Profile Image for Tim.
307 reviews22 followers
June 27, 2021
I received a copy of this book from the publisher through NetGalley to read and review.

WYOMING by author J.P. Gritton is the story of Shelley, a younger man who comes from a difficult past that makes his chance at happiness and success in the future seem unlikely with the perception others have of him, and the bleak prospects available to him.

Shelley lacks options and is without other lucrative possibilities, so he finds himself entangled in a drug deal that goes wrong that his older brother hired him to deliver the product.

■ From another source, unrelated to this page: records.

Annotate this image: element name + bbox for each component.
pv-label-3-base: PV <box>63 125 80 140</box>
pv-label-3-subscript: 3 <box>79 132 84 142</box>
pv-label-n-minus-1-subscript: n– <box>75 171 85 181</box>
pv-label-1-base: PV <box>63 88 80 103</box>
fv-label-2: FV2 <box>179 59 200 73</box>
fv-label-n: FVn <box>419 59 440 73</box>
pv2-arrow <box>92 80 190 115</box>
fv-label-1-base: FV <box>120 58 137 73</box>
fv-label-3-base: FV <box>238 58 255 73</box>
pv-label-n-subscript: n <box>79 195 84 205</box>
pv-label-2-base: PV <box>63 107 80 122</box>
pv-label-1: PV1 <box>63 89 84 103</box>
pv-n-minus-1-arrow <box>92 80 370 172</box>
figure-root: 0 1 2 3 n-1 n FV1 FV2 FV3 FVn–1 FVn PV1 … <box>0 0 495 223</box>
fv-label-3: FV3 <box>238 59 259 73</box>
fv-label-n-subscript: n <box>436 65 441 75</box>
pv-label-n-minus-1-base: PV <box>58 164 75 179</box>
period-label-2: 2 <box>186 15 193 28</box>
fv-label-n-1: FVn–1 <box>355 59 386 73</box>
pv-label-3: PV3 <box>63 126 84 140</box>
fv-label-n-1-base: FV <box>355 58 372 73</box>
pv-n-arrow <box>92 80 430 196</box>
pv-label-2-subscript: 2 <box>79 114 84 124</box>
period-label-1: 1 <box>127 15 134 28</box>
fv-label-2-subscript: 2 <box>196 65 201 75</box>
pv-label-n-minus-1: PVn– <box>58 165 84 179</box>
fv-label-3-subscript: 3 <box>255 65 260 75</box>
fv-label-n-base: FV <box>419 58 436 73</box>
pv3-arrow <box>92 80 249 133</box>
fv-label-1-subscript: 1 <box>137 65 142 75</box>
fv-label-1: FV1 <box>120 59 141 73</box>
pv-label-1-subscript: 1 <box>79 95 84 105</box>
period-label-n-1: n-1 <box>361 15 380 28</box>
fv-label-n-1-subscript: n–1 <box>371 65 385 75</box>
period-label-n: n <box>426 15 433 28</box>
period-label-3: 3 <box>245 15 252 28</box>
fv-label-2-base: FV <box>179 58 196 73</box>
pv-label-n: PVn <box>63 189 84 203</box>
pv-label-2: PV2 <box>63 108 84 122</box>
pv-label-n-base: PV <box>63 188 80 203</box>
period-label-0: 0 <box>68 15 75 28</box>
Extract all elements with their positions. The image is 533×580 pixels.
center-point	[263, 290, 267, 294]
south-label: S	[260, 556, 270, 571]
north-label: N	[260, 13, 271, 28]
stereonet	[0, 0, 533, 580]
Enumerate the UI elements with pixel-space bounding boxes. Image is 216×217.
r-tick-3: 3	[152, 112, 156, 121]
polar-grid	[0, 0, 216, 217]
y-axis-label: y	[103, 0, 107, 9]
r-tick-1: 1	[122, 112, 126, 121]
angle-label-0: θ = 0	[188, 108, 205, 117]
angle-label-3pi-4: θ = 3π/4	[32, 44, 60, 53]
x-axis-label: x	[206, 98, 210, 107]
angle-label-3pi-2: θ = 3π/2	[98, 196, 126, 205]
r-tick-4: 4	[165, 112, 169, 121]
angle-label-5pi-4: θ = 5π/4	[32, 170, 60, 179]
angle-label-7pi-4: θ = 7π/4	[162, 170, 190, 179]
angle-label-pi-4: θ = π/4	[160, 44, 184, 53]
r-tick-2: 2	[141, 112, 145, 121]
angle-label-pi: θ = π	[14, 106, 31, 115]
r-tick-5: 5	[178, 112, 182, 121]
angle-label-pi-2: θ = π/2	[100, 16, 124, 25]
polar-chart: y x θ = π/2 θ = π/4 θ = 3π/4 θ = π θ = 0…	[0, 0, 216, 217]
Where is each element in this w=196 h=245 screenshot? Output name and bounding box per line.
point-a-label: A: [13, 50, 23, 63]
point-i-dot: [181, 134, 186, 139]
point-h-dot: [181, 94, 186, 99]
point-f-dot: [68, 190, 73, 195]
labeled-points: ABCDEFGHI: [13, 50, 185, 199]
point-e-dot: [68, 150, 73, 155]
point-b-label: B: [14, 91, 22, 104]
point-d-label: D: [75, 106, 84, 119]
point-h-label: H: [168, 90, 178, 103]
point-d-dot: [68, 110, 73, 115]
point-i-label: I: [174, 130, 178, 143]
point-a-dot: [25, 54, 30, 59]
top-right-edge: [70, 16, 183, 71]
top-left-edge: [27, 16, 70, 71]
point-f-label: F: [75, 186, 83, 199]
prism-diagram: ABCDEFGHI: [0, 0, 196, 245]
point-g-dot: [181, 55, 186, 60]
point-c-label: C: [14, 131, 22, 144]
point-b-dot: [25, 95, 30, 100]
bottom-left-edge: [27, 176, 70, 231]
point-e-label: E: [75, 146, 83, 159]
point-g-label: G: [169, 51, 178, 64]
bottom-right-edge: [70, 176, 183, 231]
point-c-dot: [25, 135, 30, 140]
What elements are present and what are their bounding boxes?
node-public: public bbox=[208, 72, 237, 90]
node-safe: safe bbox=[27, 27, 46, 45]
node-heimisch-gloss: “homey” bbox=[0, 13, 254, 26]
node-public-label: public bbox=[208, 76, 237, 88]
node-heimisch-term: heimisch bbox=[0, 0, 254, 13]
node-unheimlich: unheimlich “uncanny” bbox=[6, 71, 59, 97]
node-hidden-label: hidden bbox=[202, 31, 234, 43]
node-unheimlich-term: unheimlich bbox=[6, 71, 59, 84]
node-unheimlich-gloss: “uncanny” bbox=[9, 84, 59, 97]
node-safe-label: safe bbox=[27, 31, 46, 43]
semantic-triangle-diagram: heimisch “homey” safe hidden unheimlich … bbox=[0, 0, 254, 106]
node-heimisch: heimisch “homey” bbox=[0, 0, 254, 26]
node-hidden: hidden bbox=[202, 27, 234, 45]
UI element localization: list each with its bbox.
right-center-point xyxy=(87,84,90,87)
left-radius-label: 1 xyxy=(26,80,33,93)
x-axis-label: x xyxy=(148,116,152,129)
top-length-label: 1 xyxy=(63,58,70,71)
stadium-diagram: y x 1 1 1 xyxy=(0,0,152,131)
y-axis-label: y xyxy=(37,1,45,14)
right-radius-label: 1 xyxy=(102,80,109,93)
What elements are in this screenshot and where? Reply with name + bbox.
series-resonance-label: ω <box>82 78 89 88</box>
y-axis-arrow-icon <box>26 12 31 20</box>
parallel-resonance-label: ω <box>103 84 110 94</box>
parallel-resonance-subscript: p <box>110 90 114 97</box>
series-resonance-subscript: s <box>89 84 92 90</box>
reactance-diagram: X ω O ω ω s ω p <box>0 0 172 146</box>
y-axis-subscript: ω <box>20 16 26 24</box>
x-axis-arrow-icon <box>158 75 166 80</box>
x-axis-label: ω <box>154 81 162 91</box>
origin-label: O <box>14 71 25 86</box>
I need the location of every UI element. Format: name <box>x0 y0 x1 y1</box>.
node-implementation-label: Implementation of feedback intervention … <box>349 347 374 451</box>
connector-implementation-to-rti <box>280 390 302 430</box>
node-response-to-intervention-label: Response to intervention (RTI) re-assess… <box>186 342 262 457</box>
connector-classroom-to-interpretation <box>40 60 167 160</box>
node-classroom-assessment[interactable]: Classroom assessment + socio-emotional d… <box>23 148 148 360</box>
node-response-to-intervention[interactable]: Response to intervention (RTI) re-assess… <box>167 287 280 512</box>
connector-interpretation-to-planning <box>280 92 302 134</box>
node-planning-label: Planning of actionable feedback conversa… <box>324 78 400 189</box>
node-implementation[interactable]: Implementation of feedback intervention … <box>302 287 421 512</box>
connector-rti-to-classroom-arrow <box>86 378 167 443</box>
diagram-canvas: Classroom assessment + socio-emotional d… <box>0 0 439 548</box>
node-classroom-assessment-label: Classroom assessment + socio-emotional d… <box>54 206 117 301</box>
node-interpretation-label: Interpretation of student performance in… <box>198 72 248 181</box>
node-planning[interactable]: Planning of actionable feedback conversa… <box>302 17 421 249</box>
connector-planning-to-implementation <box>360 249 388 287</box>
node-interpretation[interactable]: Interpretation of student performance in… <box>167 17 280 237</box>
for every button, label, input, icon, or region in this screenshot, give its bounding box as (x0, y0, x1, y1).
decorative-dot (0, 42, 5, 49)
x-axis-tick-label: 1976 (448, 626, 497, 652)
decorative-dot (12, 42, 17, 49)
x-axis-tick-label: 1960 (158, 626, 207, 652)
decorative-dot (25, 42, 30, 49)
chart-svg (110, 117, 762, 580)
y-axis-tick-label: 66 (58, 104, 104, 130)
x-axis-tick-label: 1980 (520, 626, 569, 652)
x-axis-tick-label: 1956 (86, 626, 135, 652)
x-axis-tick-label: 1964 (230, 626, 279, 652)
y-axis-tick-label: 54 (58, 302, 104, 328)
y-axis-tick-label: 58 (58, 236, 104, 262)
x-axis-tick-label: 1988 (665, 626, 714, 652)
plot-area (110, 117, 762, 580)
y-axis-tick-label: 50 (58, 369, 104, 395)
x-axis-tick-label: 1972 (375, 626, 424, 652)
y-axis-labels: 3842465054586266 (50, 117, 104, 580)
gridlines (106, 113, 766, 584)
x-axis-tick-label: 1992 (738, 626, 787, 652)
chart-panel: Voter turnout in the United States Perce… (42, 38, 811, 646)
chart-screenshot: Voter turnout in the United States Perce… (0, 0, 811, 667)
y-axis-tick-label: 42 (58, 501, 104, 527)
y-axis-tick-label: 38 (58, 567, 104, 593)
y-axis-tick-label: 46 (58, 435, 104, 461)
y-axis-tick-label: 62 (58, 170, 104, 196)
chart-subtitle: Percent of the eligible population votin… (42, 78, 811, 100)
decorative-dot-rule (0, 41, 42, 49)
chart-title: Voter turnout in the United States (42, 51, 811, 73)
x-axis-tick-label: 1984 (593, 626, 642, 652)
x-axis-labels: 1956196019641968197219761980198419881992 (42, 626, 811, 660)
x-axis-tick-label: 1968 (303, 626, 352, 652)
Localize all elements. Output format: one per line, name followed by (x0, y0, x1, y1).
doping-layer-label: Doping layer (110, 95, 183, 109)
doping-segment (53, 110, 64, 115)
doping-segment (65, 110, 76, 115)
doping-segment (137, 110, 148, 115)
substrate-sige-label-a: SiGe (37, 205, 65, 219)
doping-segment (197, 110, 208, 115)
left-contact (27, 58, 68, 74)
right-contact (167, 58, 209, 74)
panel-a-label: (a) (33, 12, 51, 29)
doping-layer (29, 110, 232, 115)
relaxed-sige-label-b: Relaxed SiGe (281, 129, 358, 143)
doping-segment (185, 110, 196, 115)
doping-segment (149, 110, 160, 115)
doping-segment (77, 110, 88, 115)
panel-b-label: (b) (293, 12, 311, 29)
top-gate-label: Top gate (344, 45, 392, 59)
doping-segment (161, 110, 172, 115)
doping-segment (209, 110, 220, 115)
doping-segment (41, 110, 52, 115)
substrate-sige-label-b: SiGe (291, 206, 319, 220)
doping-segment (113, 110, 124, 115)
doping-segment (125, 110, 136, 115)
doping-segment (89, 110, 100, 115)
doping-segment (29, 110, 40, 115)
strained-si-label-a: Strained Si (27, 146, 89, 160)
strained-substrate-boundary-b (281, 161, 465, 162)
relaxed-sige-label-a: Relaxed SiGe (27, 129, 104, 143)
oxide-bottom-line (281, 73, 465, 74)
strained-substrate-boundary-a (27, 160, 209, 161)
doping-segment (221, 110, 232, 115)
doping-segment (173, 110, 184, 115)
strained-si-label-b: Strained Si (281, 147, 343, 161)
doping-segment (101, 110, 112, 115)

Clayton is Shelley’s older brother who has spent 5 years in jail previously and while he’s a criminal, he’s a loving husband and father, which is also true of his lifelong best friend Mike.

Sovereign is the name of Jack’s 6 year old son who he hasn’t seen for 5 of those years, and his ex-wife and her husband now call him Jack, which doesn’t set well with Shel since it was the boy’s grandfather’s name although he can’t very well object due to his absence in the boy’s life.

Can Jack find a way to mend the broken relationships in his life in addition to atoning for his part in the drugs being lost which has caused his brother an enormous financial setback?

Rough story that doesn’t add a lot of sunshine into the life of Shelley or his friends and family, and while I’m a fan of rural “hick-lit” type novels that include characters often in a hopeless existence, this was a hard one to read at times as the leading character doesn’t seem to have a clue of how to relate to others and especially those he’s closest to.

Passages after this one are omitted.